MIA: Subjects of Marxism: Learning Marxism
Additional Readings on Socialism in the Soviet Union?
1917: Congress Establishing the Soviet government, by Vladimir Lenin
(1) Private ownership of land shall be abolished forever; land shall not be sold, purchased, leased, mortgaged, or otherwise alienated....(2) All mineral wealth — ore, oil, coal, salt, etc., and also all forests and waters of state importance, shall pass into the exclusive use of the state. All the small streams, lakes, woods, etc., shall pass into the use of the communes, to be administered by the local self-government bodies....
1923: Better Fewer, But Better, by Vladimir Lenin
We, too, lack enough civilisation to enable us to pass straight on to socialism, although we do have the political requisites for it. We should adopt the following tactics, or pursue the following policy, to save ourselves: [1] We must strive to build up a state in which the workers retain leadership of the peasants, in which they retain the confidence of the peasants, and by exercising the greatest economy remove every trace of extravagance from our social relations. [2] We must reduce our state apparatus to the utmost degree of economy. We must banish from it all traces of extravagance, of which so much has been left over from tsarist Russia, form its bureaucratic capitalist state machine.
1930: Political Report of the Central Committee to the Sixteenth Congress of the CPSU(B), by Josef Stalin
Our national economy is growing not spontaneously, but in a definite direction, namely, in the direction of industrialisation; its keynote is: industrialisation, growth of the relative importance of industry in the general system of the national economy, transformation of our country from an agrarian into an industrial country....The characteristic feature of our industrialisation is that it is socialist industrialisation.... this taken together, plus the introduction of the seven-hour day for over 830,000 industrial workers (33.5 per cent), plus the introduction of the five-day week for over a million and a half industrial workers (63.4 per cent), plus the extensive network of rest homes, sanatoria and health resorts for workers, to which more than 1,700,000 workers have gone during the past three years-all this creates conditions of work and life for the working class that enable us to rear a new generation of workers who are healthy and vigorous....
1936: What is the Soviet Union and where is it going?, by Leon Trotsky
The bourgeois world confines themselves to remarks about an extreme "exploitation of the peasantry". They are missing a wonderful opportunity to explain why the brutal exploitation of the peasants in China, for instance, or Japan, or India, never produced an industrial tempo remotely approaching that of the Soviet Union.....The process of economic and cultural development in the Soviet Union has already passed through several stages, but has by no means arrived at an inner equilibrium. If you remember that the task of socialism is to create a classless society based upon solidarity and the harmonious satisfaction of all needs, there is not yet, in this fundamental sense, a hint of socialism in the Soviet Union.
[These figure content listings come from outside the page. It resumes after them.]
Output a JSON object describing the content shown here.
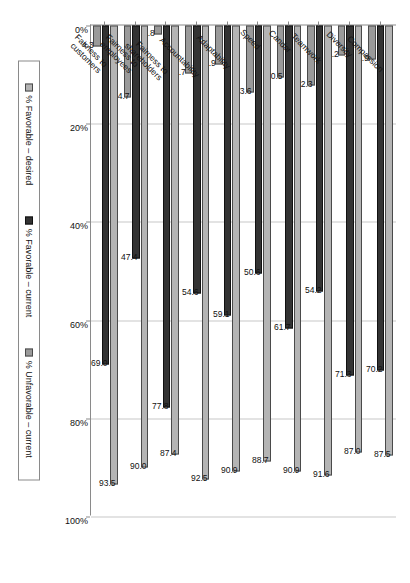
{
  "chart_data": {
    "type": "bar",
    "orientation": "horizontal",
    "title": "",
    "xlabel": "",
    "ylabel": "",
    "grid": true,
    "legend_position": "bottom",
    "axis": {
      "ticks": [
        "0%",
        "20%",
        "40%",
        "60%",
        "80%",
        "100%"
      ],
      "tick_values": [
        0,
        20,
        40,
        60,
        80,
        100
      ],
      "lim": [
        0,
        100
      ]
    },
    "categories": [
      "Compassion",
      "Diversity",
      "Teamwork",
      "Candor",
      "Speed",
      "Adaptability",
      "Accountability",
      "Fairness to shareholders",
      "Fairness to employees",
      "Fairness to customers"
    ],
    "category_lines": [
      [
        "Compassion"
      ],
      [
        "Diversity"
      ],
      [
        "Teamwork"
      ],
      [
        "Candor"
      ],
      [
        "Speed"
      ],
      [
        "Adaptability"
      ],
      [
        "Accountability"
      ],
      [
        "Fairness to",
        "shareholders"
      ],
      [
        "Fairness to",
        "employees"
      ],
      [
        "Fairness to",
        "customers"
      ]
    ],
    "series": [
      {
        "name": "% Favorable – desired",
        "color": "#b4b4b4",
        "values": [
          87.5,
          87.0,
          91.6,
          90.9,
          88.7,
          90.9,
          92.5,
          87.4,
          90.0,
          93.5
        ],
        "labels": [
          "87.5",
          "87.0",
          "91.6",
          "90.9",
          "88.7",
          "90.9",
          "92.5",
          "87.4",
          "90.0",
          "93.5"
        ]
      },
      {
        "name": "% Favorable – current",
        "color": "#333333",
        "values": [
          70.2,
          71.3,
          54.2,
          61.7,
          50.6,
          59.1,
          54.6,
          77.8,
          47.4,
          69.0
        ],
        "labels": [
          "70.2",
          "71.3",
          "54.2",
          "61.7",
          "50.6",
          "59.1",
          "54.6",
          "77.8",
          "47.4",
          "69.0"
        ]
      },
      {
        "name": "% Unfavorable – current",
        "color": "#9a9a9a",
        "values": [
          6.9,
          6.2,
          12.3,
          10.5,
          13.6,
          7.9,
          9.7,
          1.8,
          14.7,
          4.3
        ],
        "labels": [
          "6.9",
          "6.2",
          "12.3",
          "10.5",
          "13.6",
          "7.9",
          "9.7",
          "1.8",
          "14.7",
          "4.3"
        ]
      }
    ]
  },
  "legend": {
    "items": [
      {
        "label": "% Favorable – desired"
      },
      {
        "label": "% Favorable – current"
      },
      {
        "label": "% Unfavorable – current"
      }
    ]
  }
}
A unique law of Soviet industry may be formulated thus: commodities are as a general rule worse the nearer they stand to the mass consumer. Military intervention is a danger. The intervention of cheap goods in the baggage trains of a capitalist army would be an incomparably greater one.... so long as the Soviet Union remains isolated, and, worse than that, so long as European workers suffer reverses and continues to fall back, the strength of the Soviet structure is measured in the last analysis by the productivity of labor..... and capitalism is still far ahead in the matter of technique, organization and labor skill.
1964: On Khrushchov's Phoney Communism and Its Historical Lessons for the World, by Mao Tse Tung
For the masses of the Soviet people life is already bad enough at Khrushchov's hands. The Khrushchov clique seek a "better life" only for the members of the privileged stratum and the bourgeois elements, old and new, in the Soviet Union. These people are appropriating the fruits of the Soviet people's labour and living the life of bourgeois lords. They have indeed become thoroughly bourgeoisified. Khrushchov's "communism" is in essence a variant of bourgeois socialism. He does not regard communism as completely abolishing classes and class differences but describes it as "a bowl accessible to all and brimming with the products of physical and mental labour".